Midnight Mask



I’m not a fan of horror films. Many are simply exploitative, and the genre in general has normalised extreme violence.

But once in a while I come across something that, to me, is exceptional, and only in the genre of ‘horror’ out of misunderstanding; or even better, because the ‘film’ has two layers of meaning… and if you stick with it, you get to the second, deeper one.

Stanley Kubrick’s masterpiece ‘2001: A Space Odyssey’, although sci-fi and not horror, was a case in point. It was really about the ultimate evolution of the human race – in the face of its imminent extinction, though that was much easier to ‘get’ if you’d read Arthur C. Clarke’s book – which came after the film, which was jointly produced by Kubrick and Clark. Many people who watched the film had no idea what was really going on…

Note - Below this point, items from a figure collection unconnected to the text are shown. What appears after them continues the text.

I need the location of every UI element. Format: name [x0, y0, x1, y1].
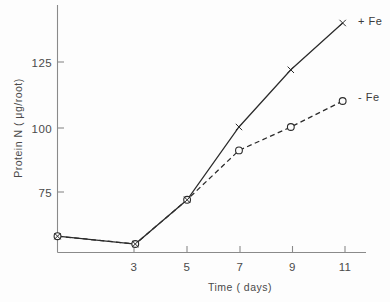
legend-label-minus-fe: - Fe [358, 91, 380, 103]
y-tick-label-125: 125 [32, 57, 52, 69]
chart-plot-area: 125 100 75 3 5 7 9 11 Time ( days) Prote… [0, 0, 390, 302]
series-line-plus-fe [58, 23, 343, 244]
x-axis-title: Time ( days) [208, 281, 272, 293]
y-tick-label-75: 75 [38, 187, 52, 199]
y-axis-title: Protein N ( μg/root) [12, 78, 24, 178]
y-tick-label-100: 100 [32, 123, 52, 135]
series-markers-plus-fe [54, 20, 346, 247]
x-axis-ticks: 3 5 7 9 11 [131, 246, 352, 273]
legend-label-plus-fe: + Fe [358, 15, 382, 27]
x-tick-label-11: 11 [339, 261, 352, 273]
data-point-marker-circle [287, 124, 294, 131]
data-point-marker-circle [339, 98, 346, 105]
x-tick-label-5: 5 [184, 261, 191, 273]
protein-nitrogen-time-course-chart: 125 100 75 3 5 7 9 11 Time ( days) Prote… [0, 0, 390, 302]
x-tick-label-7: 7 [237, 261, 244, 273]
x-tick-label-9: 9 [289, 261, 296, 273]
data-point-marker-circle [236, 147, 243, 154]
series-markers-minus-fe [54, 98, 346, 248]
series-line-minus-fe [58, 101, 343, 244]
y-axis-ticks: 125 100 75 [32, 57, 64, 199]
x-tick-label-3: 3 [131, 261, 138, 273]
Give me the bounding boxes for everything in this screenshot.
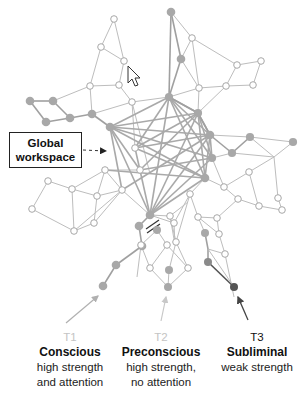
target-id: T2 [111, 330, 211, 345]
target-name: Preconscious [111, 345, 211, 360]
target-desc-line1: high strength [20, 360, 120, 375]
workspace-label-line2: workspace [16, 150, 75, 164]
mouse-pointer-icon [128, 66, 140, 86]
workspace-pointer-arrow [83, 150, 106, 151]
t3-node-mid [204, 258, 212, 266]
t3-input-arrow [238, 297, 248, 320]
workspace-label-line1: Global [28, 136, 64, 150]
t1-input-arrow [66, 296, 98, 323]
global-workspace-label: Global workspace [9, 132, 82, 168]
target-desc-line1: high strength, [111, 360, 211, 375]
target-name: Conscious [20, 345, 120, 360]
target-name: Subliminal [207, 345, 307, 360]
target-t1-label: T1 Conscious high strength and attention [20, 330, 120, 390]
target-id: T1 [20, 330, 120, 345]
t3-node-entry [230, 283, 238, 291]
target-desc-line2: and attention [20, 375, 120, 390]
t3-strong-edge [208, 262, 234, 287]
target-t3-label: T3 Subliminal weak strength [207, 330, 307, 375]
target-t2-label: T2 Preconscious high strength, no attent… [111, 330, 211, 390]
t2-input-arrow [161, 297, 166, 321]
target-desc-line1: weak strength [207, 360, 307, 375]
target-desc-line2: no attention [111, 375, 211, 390]
target-id: T3 [207, 330, 307, 345]
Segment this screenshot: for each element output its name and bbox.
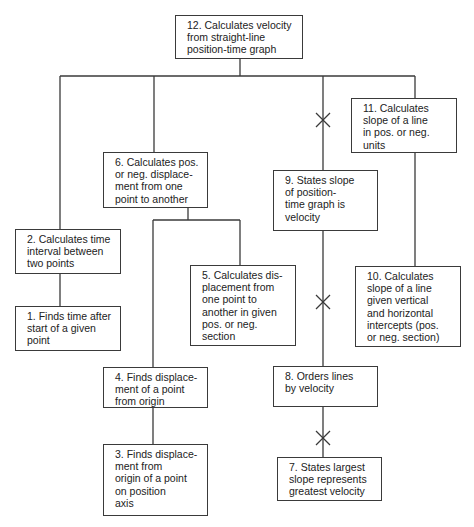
node-2-time-interval: 2. Calculates time interval between two … xyxy=(15,229,121,274)
node-3-displacement-axis: 3. Finds displace- ment from origin of a… xyxy=(103,444,208,516)
node-12-calculates-velocity: 12. Calculates velocity from straight-li… xyxy=(175,15,303,59)
node-6-pos-neg-displacement: 6. Calculates pos. or neg. displace- men… xyxy=(103,152,208,208)
node-7-largest-slope: 7. States largest slope represents great… xyxy=(277,457,382,501)
node-4-displacement-origin: 4. Finds displace- ment of a point from … xyxy=(103,367,208,408)
node-1-finds-time: 1. Finds time after start of a given poi… xyxy=(15,306,121,351)
node-8-orders-lines: 8. Orders lines by velocity xyxy=(273,366,378,407)
node-10-slope-intercepts: 10. Calculates slope of a line given ver… xyxy=(355,266,461,347)
node-5-displacement-section: 5. Calculates dis- placement from one po… xyxy=(190,265,296,346)
node-11-slope-pos-neg-units: 11. Calculates slope of a line in pos. o… xyxy=(351,98,457,153)
node-9-slope-is-velocity: 9. States slope of position- time graph … xyxy=(273,170,378,231)
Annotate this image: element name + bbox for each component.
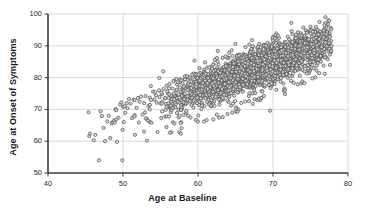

We’ve recently finished watching the Netflix series of ‘Midnight Mass’, and, though this is classified as a horror/mystery film, it’s really something a lot deeper.

A charismatic young priest arrives on an island some miles off the coast of Maine on the eastern seaboard of the USA. The small Crockett Island is much diminished from its former days of being a fishing haven. Spillage from an oil tanker several years prior has reduced the standard of life to general poverty.

The Catholic Church on the island used to be the centre of its life, but is now sparsely populated. Drugs have found their way into the lives of the younger people; ‘pushed’ into their meagre existence by a couple of low-life types who masquerade as fishing boat mechanics.

As if that wasn’t enough, all the cats on the island are disappearing.

The film’s opening takes place in a quite different location: New York. We later find that the man siting in handcuffs on the pavement between his wrecked sports car and the police vehicle is the emigrated son of one of the fishermen on Crockett Island. Across the glass and metal strewn street, we see the dead body of the girl he’s just killed in the crash – caused by his being drunk. The image of the newly-dead girl, her face encrusted with fragments of shimmering glass, reflecting like jewels, is to haunt him for the rest of the film.

Later, we discover that he’s a successful investment banker on Wall Street… was a successful banker, because he’s sent to jail for several years for causing the death of the girl whose image now follows him.

We fast-forward to the day of his release from prison, when he arrives on Crockett Island on the mainland ferry, to return to life with his ‘only friends’ – his parents. His arrival coincides with that of the sudden appearance of a charismatic young priest, whose mission is to revitalise Crockett Island’s small church, and restore the once-vibrant spiritual life of the remote community.

The banker is now reduced to living with his family and being a poor fisherman, again. While the priest enjoys enjoys a rise to local fame – and a full church – with the aid of a series of miracles, although his health seems strangely suspect. As the congregation grows, we see the rise of the usual suspects – the zealot (a woman Deacon) who considers the rest are not holy enough; the town mayor, getting in on the act and asserting his temporal importance; the local violent drunk, whose only soft spot is for his beloved dog.

But the priest keeps ahead of this, and, each week, challenges the congregation to increase their efforts to ‘imitate Christ’. Soon, the church is full. Even the disgraced banker attends; at the behest of his father, though he will not take the communion wine.

Gradually, the entire life of the island gets drawn into this new pattern of life and worship; until, one morning after a storm, the beach is found to contain a long line of all the dead cats that had gone missing…

I’ll not spoil the story, whose plot is clever and surprising. But, throughout the film (series) you can feel what’s happening, even if you don’t understand it. The direction is subtle and sinister – while remaining deeply understated.

Sufficient to say its conclusion is shocking in the extreme, but not for the sake of it. It becomes the meeting and clash of two worlds: the vision of the priest for his flock versus the reality of what’s happening behind the scenes.

The dreadful confrontation between what’s been killing the cats and the full congregation is difficult to watch, but has a purpose way beyond violence. In that conflagration is shown all the best and worst of human nature and the crisis results in a condition where most of the island’s people are faced with possible death.

At the centre of this is the relationship between the disgraced banker and his former girlfriend, from when he lived on Crockett Island, There is a beautiful late-night scene where the two of them talk about their respective views on death and the afterlife – a motif repeated at the very end of the film, as the sun rises on the beach, where the remaining islanders are lined up to greet it…

The purpose of this blog is not, generally, to promote films, but the underlying wisdom of ‘Midnight Mass’ is beautifully and bravely crafted, and results in an ending filled with hope and wisdom, rather than the usual ‘vengeance’ aftermath of such scripts.

The film is also about ignorance, and those who follow what they want to hear, rather than seeking the reality – the truth.

You can’t describe it as a ‘feel good’ film, because it’s too shocking. But you can describe it as a brilliantly crafted story – filled with redemption, in the deepest sense.

©Stephen Tanham 2021

Stephen Tanham is a Director of the Silent Eye, a journey through the forest of personality to the dawn of Being.